EXERCISE OBJECTIVE:
Omit the images and reproduce the rest of the entries exactly.

MATERIAL FOR THE TASK:
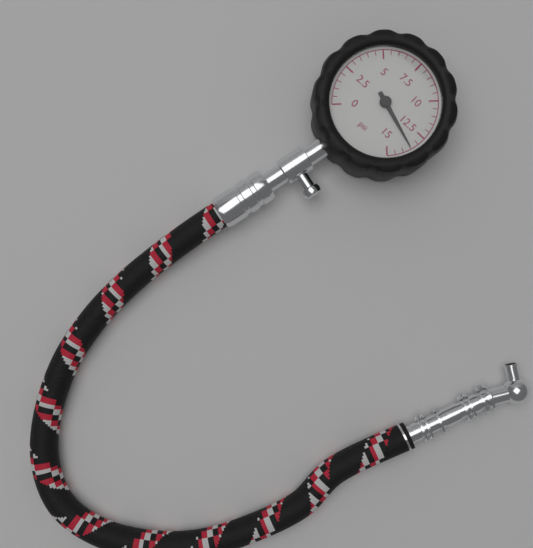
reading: 13.5 psi
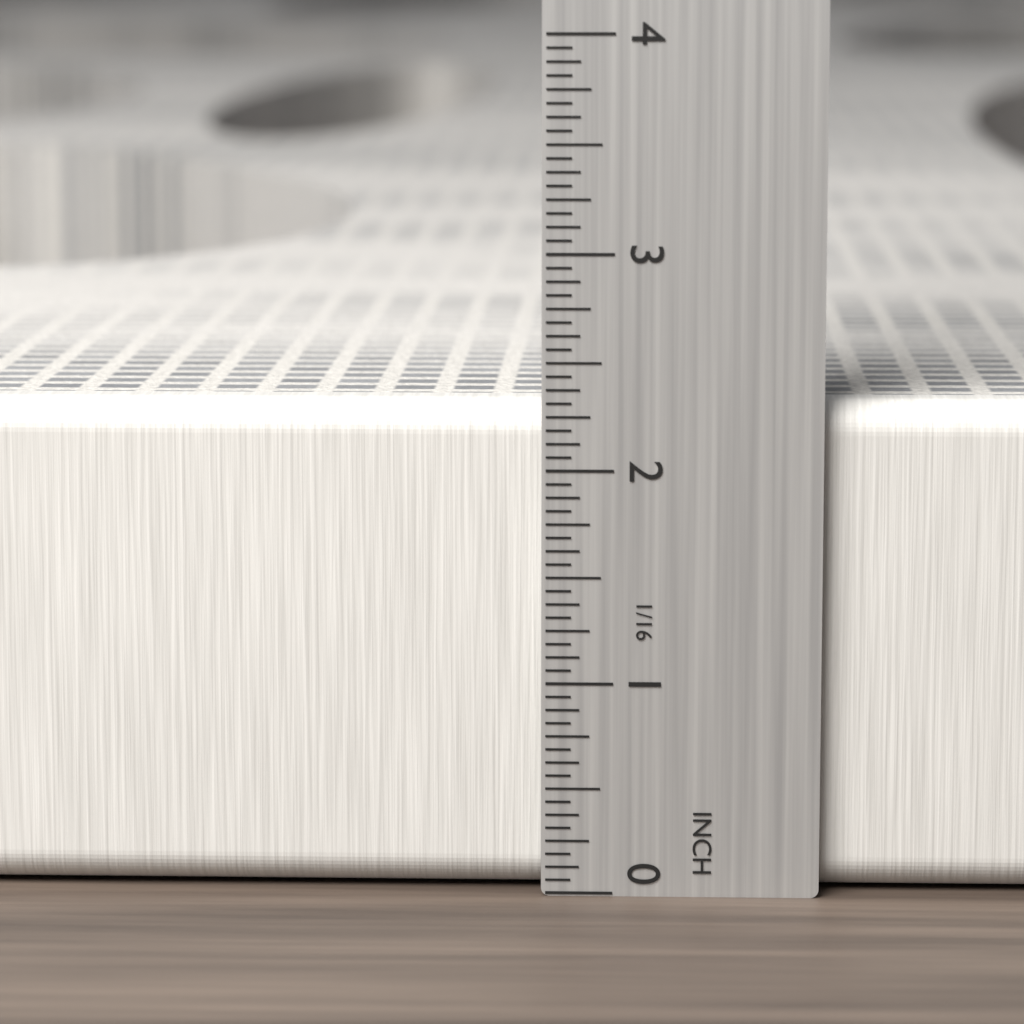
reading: 2.3125 in
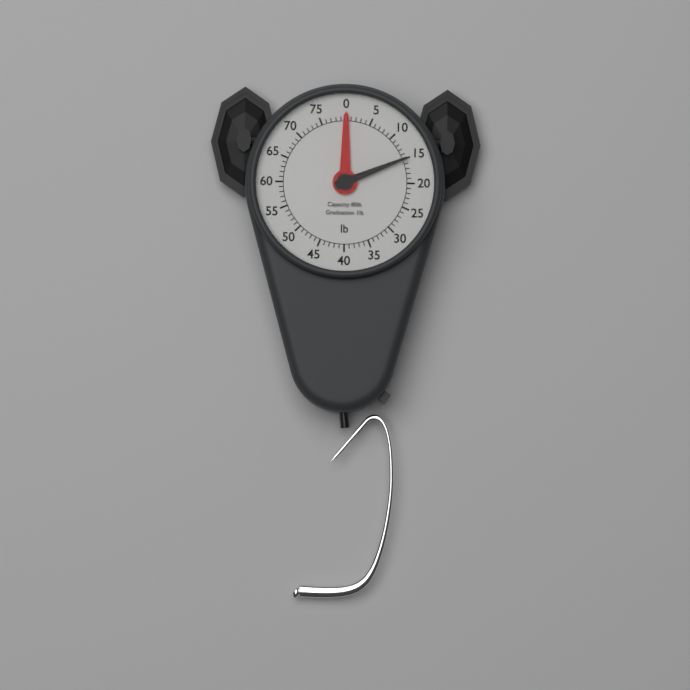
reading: 15 lb
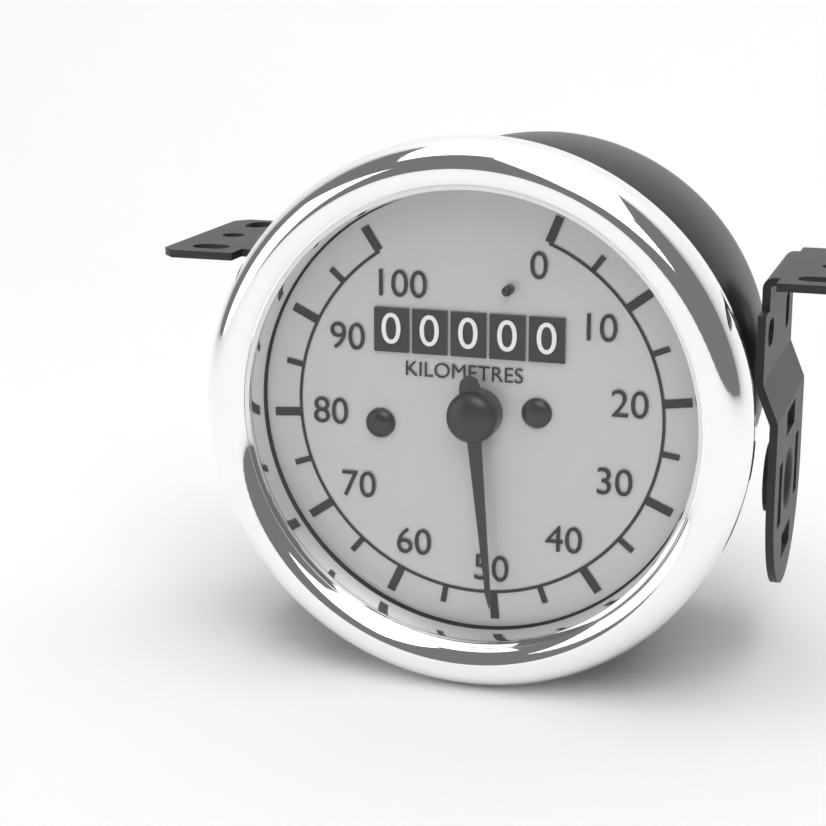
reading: 50 km/h
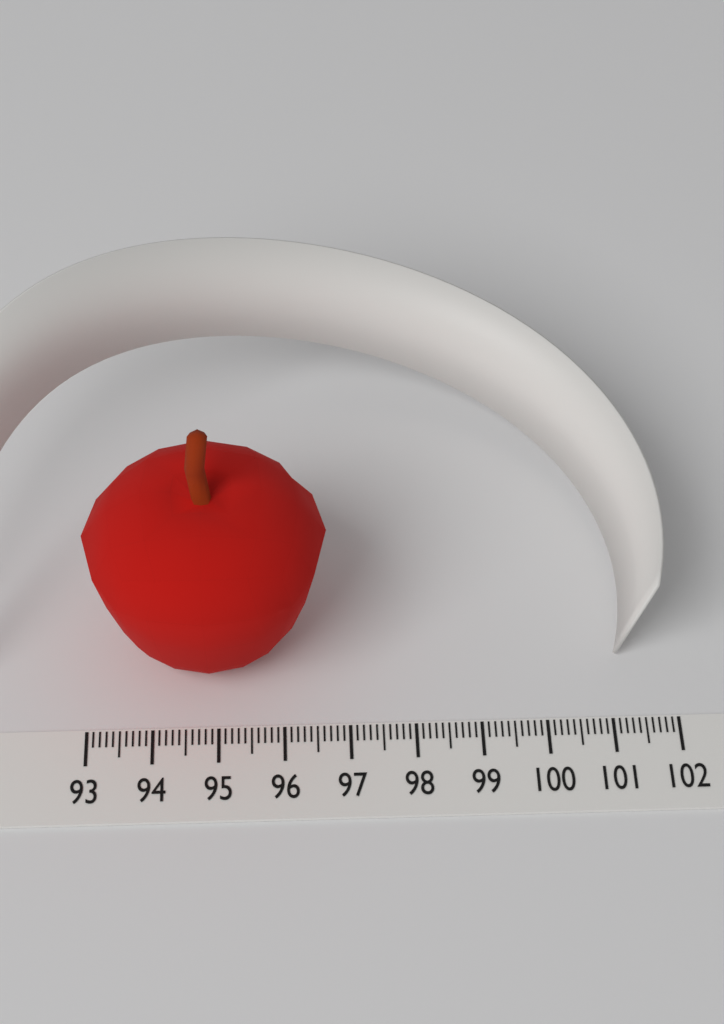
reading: 96.7 (no unit)
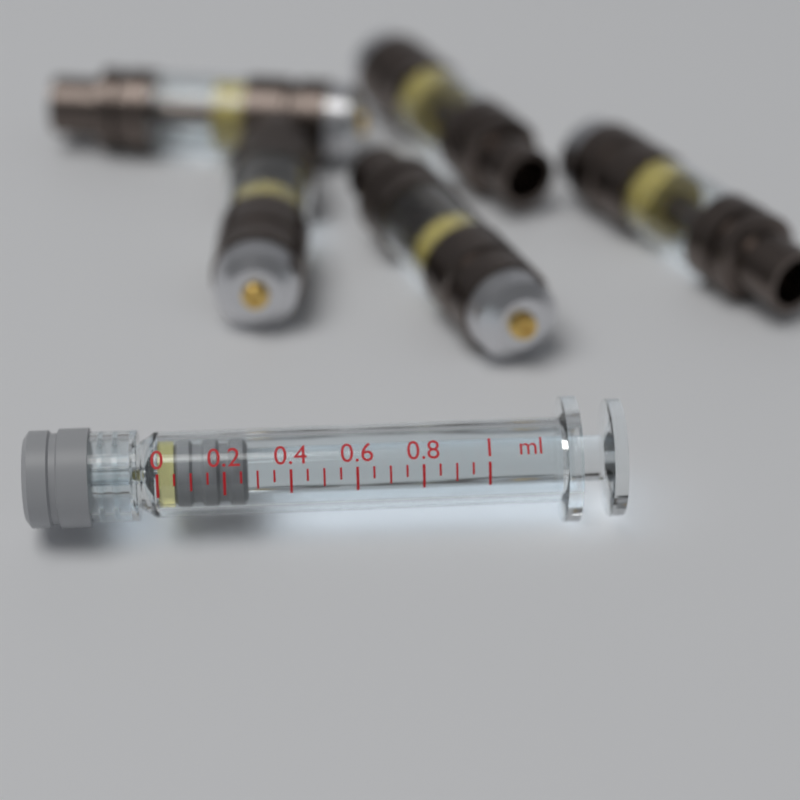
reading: 0.05 ml
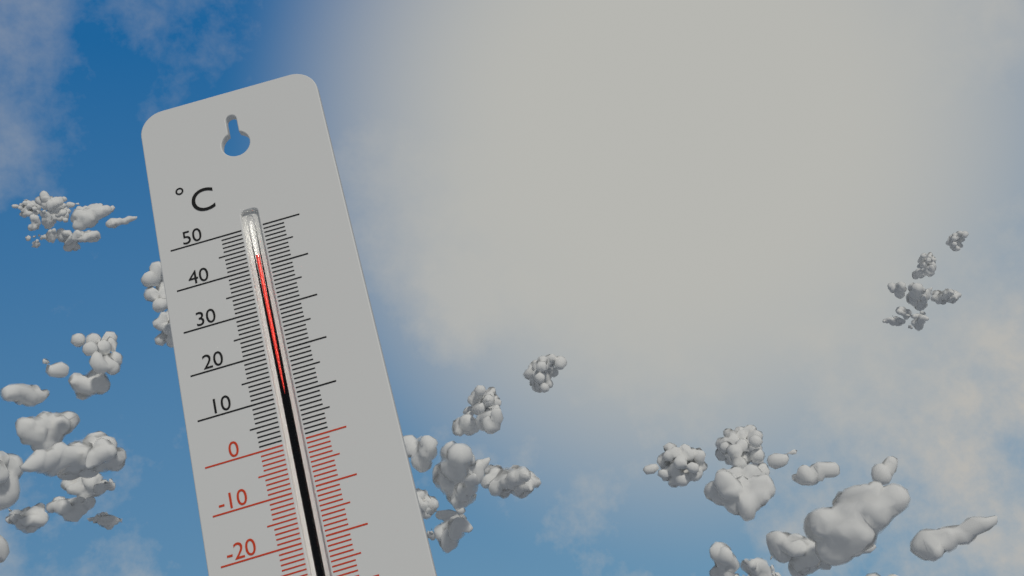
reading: 43 °C
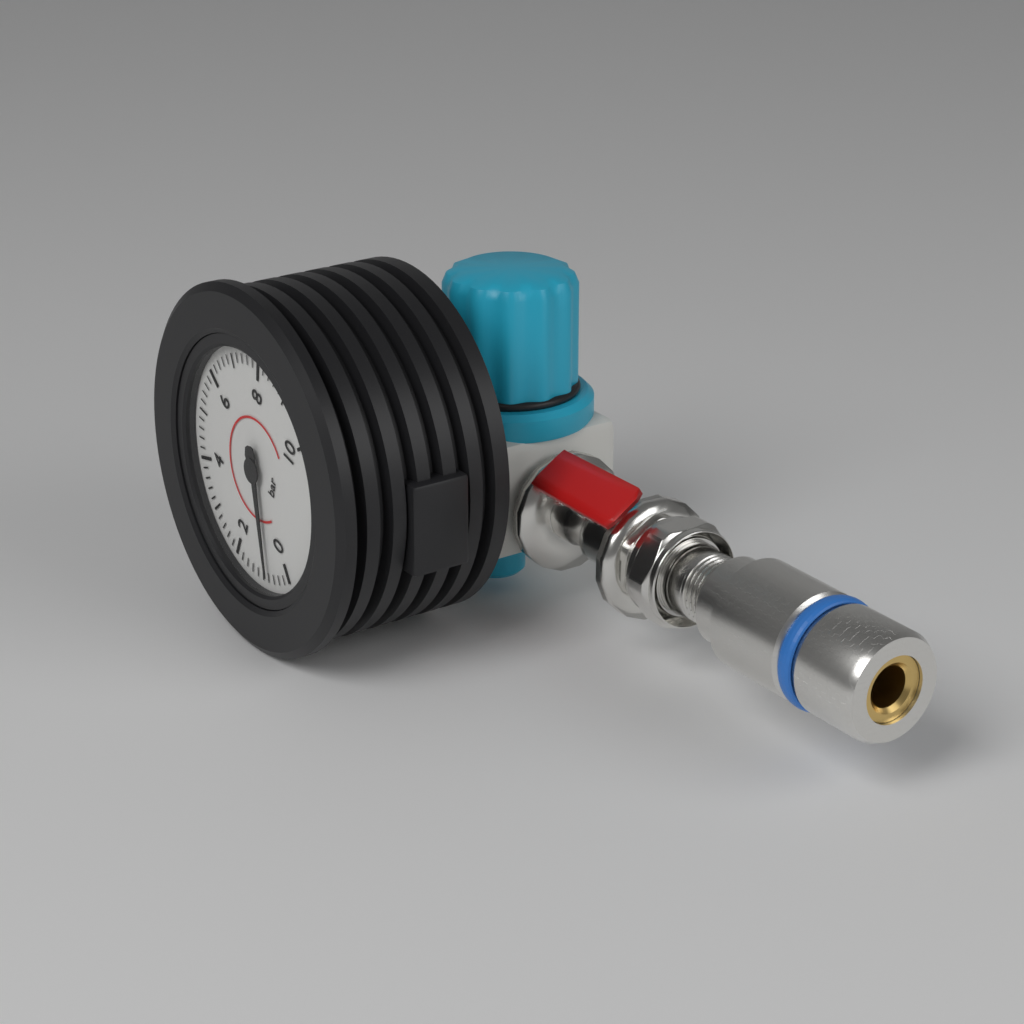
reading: 0.8 bar
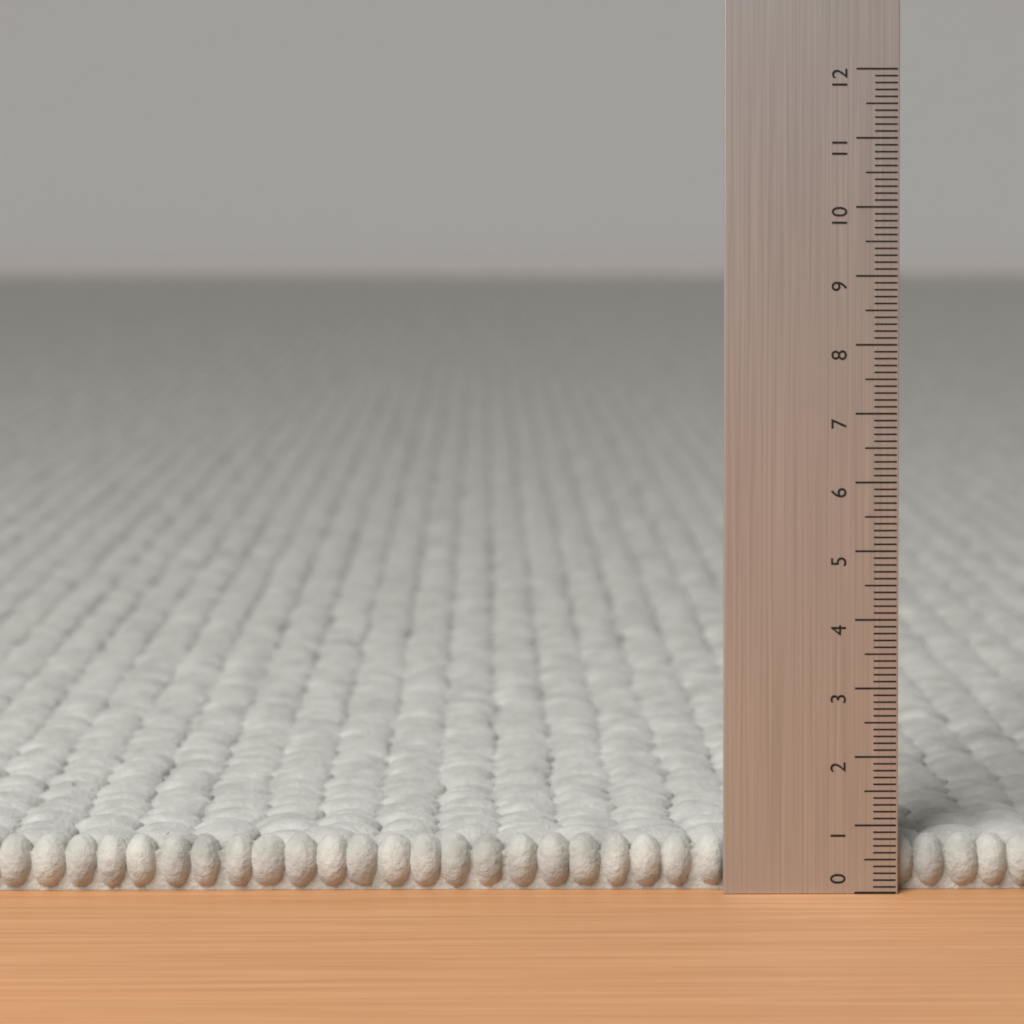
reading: 0.8 (no unit)
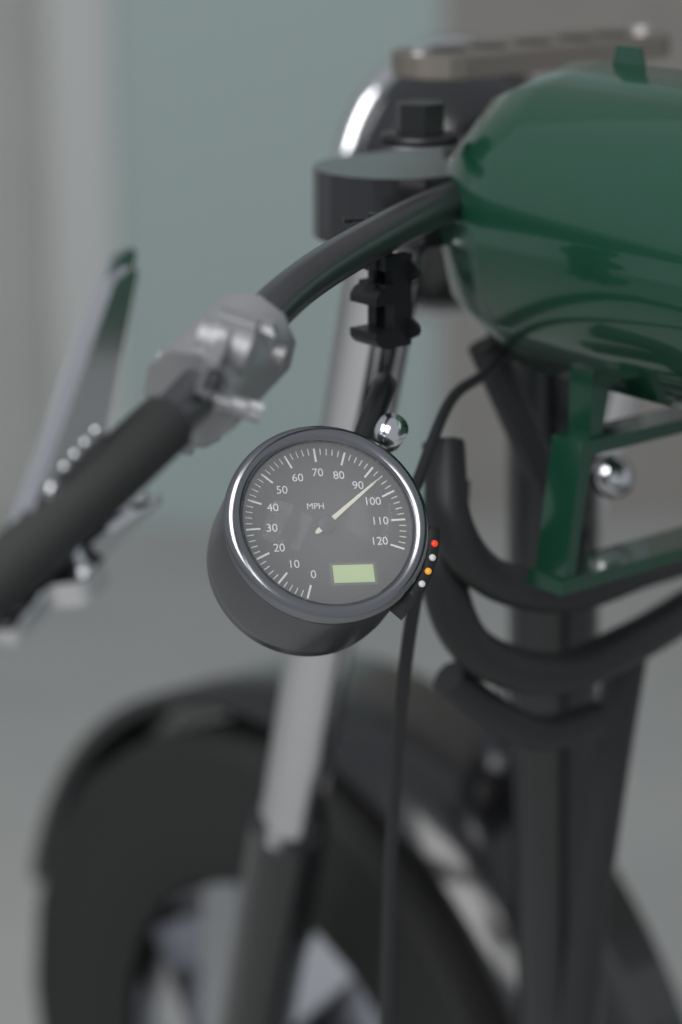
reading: 94 MPH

TASK RESPONSE:
reading: 13.5 psi
reading: 2.3125 in
reading: 15 lb
reading: 50 km/h
reading: 96.7 (no unit)
reading: 0.05 ml
reading: 43 °C
reading: 0.8 bar
reading: 0.8 (no unit)
reading: 94 MPH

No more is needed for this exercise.